Herald on Sunday

Time to rip open insults

- — — Dylan Cleaver

Brendon McCullum: Declared with Greg McGee Mower Books RRP: $49.99

And so now we await the sequel: Ross Taylor — Following On. Just when you thought the embers had flickered out on the “Taylor Affair”, the recently retired Brendon McCullum has pulled a tin of kerosene out of the shed and fair poured it on. Whoosh! Upon finishing Declared, you are left with the sense that all those years of barbs, insults and brickbats hurled at him by sections of the media and public had turned to furuncles, and this was his chance to lance them. Decorum be damned. Taylor, McCullum’s predecesso­r as captain, wears a lot of the fallout. Yet when I re-read the most contentiou­s chapters, it felt like Taylor was almost secondary, a bystander. McCullum’s real anger was directed at those advising him, those who manipulate­d the narrative to paint Taylor as an untainted saint and McCullum the devious sinner. It must have felt good to get it out but it will probably only serve to entrench previously held positions.

In truth, it is the only slightly laboured section of a fine book. There are times when McCullum would have been better served to ease off the throttle (particular­ly when he criticises Taylor for not going to South Africa, which feels like an appropriat­ion of other critics’ opinions rather than his own) but, then again, that’s never been his way. He deals with the Chris Cairns saga skilfully and convincing­ly. In this section there is no ambiguity as to where his hatred is directed. One of the more fatuous arguments aired this week is that McCullum should have let sleeping dogs lie, but how often we criticise athletes for bland retellings of spectacula­r careers.

Declared is anything but bland. Where else, also, does a public figure get the chance to put forward their side in an unfiltered way other than a biography? Do you really expect him to write a biography and brush over the two most contentiou­s stories of his career? You don’t have to buy what he’s saying, but at least you know who’s saying it. The real pearls of this book are found tucked away in less neonlit places, like his childhood in hardscrabb­le South Dunedin and the confession­s of his shortcomin­gs as a husband, father and team-mate. It humanises a man who spent a good portion of his career being painted as either a cartoon superhero or villain.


#### [Task statement]
Copy each line of the data that has "balance" in it.

#### [Supplied records]
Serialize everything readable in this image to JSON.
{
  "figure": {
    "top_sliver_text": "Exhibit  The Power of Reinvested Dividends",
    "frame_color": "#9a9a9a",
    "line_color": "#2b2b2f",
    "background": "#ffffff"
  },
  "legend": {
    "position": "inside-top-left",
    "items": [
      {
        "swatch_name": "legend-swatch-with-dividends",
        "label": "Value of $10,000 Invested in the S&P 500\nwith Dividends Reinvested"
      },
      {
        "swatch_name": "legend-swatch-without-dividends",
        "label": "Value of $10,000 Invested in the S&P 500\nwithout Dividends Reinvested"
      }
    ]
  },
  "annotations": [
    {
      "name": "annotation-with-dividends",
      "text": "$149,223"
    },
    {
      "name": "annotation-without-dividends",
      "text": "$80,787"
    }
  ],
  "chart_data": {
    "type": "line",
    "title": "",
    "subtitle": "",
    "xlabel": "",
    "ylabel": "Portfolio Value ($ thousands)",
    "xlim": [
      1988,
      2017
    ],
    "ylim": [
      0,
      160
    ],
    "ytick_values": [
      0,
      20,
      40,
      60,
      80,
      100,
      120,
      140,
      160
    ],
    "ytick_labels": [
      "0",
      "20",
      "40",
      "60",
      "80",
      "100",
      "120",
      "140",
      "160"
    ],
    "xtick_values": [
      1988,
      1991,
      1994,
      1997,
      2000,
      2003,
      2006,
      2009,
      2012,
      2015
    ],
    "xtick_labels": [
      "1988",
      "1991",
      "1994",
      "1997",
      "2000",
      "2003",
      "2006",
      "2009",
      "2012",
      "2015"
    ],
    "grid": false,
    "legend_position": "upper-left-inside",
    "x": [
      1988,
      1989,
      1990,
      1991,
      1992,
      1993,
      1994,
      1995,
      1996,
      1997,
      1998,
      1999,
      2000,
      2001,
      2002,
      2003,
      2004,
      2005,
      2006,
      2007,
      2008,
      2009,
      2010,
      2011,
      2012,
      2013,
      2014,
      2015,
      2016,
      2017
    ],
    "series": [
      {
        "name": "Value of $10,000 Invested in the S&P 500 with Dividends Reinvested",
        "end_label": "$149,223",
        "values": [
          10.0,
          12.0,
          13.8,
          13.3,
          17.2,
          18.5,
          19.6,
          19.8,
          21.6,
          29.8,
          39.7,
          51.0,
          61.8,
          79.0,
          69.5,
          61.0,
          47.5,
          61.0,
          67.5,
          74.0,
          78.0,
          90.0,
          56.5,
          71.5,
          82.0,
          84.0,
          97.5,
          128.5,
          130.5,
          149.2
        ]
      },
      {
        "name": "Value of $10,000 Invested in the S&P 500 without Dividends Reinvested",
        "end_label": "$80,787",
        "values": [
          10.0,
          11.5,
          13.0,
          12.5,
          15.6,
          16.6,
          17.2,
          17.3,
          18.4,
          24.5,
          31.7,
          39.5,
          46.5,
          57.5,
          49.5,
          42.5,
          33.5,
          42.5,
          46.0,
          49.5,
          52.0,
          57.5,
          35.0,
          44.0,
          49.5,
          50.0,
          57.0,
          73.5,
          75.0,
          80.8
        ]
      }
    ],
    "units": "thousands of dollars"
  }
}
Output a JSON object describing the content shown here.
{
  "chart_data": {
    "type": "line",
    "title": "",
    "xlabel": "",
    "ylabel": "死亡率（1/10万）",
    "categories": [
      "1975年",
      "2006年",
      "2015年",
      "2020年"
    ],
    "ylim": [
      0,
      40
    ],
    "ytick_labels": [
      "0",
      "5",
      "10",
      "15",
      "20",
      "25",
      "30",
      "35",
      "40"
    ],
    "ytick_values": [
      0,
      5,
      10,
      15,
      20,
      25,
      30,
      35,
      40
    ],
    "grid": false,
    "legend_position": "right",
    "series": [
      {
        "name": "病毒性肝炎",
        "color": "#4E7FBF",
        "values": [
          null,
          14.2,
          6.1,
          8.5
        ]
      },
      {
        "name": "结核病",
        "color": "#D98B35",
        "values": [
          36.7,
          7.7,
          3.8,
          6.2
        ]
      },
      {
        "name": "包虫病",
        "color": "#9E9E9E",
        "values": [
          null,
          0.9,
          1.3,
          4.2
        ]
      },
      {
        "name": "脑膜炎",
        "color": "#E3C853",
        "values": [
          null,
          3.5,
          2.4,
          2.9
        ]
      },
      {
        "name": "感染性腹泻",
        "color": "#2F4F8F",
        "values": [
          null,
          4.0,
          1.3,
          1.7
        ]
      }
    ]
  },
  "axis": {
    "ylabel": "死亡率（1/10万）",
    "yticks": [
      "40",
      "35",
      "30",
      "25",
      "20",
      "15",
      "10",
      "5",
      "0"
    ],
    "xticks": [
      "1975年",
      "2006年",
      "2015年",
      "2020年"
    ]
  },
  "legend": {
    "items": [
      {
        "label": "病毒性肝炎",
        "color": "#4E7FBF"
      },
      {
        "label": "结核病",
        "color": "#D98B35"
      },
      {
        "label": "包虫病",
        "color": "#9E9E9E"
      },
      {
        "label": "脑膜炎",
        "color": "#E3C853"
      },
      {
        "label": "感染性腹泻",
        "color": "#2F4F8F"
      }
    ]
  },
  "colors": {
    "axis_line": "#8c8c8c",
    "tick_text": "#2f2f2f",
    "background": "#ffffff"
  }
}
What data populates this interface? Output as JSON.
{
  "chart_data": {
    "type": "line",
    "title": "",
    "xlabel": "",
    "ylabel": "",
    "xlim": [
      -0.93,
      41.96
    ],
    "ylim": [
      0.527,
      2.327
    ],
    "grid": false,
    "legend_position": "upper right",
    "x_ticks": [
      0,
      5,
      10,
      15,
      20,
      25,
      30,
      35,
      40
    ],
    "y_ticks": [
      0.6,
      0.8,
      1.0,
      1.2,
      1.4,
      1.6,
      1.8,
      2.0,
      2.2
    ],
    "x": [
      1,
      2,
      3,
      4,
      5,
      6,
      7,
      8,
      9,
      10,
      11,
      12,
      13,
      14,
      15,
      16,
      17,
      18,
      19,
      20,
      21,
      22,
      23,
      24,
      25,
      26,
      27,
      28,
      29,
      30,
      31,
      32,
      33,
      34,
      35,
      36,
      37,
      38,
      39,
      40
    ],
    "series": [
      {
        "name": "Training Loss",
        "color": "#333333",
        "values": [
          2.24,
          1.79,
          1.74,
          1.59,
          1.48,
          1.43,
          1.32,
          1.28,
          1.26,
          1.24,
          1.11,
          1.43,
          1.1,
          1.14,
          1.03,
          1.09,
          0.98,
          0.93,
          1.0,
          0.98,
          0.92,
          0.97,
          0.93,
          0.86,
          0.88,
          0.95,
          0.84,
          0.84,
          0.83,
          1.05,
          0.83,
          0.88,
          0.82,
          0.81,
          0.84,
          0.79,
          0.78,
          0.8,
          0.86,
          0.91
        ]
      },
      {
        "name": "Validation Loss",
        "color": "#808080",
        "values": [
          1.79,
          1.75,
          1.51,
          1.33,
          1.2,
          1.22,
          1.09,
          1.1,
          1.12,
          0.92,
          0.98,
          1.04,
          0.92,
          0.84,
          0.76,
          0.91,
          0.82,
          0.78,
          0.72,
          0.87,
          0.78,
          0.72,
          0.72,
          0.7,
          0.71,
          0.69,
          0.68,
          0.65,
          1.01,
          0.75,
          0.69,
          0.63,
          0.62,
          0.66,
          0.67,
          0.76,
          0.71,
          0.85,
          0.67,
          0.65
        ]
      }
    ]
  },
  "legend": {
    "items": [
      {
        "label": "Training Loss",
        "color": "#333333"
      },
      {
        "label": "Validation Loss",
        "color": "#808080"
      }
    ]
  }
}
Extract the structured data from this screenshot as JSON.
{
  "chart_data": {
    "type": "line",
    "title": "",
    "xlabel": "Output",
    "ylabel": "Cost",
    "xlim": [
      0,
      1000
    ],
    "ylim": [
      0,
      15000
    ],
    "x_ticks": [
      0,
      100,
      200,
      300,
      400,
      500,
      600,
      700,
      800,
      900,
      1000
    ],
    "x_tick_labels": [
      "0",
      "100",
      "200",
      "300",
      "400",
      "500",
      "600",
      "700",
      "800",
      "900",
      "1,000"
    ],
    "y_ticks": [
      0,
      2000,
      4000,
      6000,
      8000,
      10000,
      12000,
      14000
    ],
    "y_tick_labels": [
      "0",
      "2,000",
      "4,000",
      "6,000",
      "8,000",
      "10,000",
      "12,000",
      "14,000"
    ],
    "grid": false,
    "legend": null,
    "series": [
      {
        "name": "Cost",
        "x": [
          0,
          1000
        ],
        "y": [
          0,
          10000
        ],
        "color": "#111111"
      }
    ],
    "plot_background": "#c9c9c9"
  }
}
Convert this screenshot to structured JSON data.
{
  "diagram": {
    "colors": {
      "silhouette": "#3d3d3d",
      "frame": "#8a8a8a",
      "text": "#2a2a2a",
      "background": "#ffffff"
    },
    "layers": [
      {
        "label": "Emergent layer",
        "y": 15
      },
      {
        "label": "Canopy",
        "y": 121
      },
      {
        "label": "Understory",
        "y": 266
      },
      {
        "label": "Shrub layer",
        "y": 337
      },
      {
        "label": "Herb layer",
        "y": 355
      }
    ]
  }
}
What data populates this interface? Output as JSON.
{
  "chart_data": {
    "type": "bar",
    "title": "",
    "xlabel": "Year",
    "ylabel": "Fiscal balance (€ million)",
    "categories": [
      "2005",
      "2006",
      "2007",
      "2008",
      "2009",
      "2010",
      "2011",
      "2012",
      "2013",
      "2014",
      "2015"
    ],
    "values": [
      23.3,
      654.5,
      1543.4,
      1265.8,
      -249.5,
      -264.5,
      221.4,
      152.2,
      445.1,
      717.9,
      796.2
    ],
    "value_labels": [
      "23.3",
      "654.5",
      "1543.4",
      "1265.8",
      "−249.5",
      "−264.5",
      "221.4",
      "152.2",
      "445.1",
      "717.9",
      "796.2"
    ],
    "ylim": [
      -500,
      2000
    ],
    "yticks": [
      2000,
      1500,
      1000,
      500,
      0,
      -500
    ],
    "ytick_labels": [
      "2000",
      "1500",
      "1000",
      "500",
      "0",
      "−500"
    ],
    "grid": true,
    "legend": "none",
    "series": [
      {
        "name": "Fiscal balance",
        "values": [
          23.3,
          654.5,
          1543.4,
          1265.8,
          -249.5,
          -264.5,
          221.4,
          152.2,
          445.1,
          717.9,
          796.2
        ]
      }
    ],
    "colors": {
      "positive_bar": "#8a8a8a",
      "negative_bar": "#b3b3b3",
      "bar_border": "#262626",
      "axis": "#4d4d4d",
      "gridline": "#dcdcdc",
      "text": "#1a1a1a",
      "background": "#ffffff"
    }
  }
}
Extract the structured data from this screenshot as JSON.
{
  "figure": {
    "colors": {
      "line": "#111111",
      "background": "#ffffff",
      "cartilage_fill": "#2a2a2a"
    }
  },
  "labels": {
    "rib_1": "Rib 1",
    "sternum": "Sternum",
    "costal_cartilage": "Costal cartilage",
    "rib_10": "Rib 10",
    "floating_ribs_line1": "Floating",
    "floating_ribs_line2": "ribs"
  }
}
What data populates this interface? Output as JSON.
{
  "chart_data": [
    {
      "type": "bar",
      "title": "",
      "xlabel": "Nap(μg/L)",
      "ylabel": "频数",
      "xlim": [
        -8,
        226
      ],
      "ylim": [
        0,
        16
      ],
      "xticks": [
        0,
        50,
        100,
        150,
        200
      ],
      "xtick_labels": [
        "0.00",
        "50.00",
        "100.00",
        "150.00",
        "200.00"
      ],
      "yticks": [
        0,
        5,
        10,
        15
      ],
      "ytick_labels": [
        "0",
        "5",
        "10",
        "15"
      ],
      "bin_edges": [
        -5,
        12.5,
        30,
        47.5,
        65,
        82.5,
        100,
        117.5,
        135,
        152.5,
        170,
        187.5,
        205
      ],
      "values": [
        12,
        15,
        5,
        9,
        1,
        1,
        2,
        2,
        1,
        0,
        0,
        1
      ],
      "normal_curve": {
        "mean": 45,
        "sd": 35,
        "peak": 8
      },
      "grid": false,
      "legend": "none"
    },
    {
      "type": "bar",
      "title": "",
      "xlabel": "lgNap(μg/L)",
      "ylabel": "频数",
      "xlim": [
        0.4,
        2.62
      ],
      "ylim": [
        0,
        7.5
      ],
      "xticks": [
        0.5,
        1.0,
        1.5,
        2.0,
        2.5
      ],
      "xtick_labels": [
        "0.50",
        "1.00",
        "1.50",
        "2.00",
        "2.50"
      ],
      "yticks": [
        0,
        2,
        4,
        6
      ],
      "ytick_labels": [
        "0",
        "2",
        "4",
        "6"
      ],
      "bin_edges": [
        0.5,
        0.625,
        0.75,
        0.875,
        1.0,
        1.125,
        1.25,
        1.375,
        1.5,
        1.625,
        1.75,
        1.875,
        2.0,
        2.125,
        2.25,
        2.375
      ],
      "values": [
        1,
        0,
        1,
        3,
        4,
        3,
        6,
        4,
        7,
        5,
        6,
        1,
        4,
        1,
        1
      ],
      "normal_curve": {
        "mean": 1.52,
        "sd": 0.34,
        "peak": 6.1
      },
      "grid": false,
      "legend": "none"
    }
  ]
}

#### [Your solution]
    "ylabel": "Fiscal balance (€ million)",
        "name": "Fiscal balance",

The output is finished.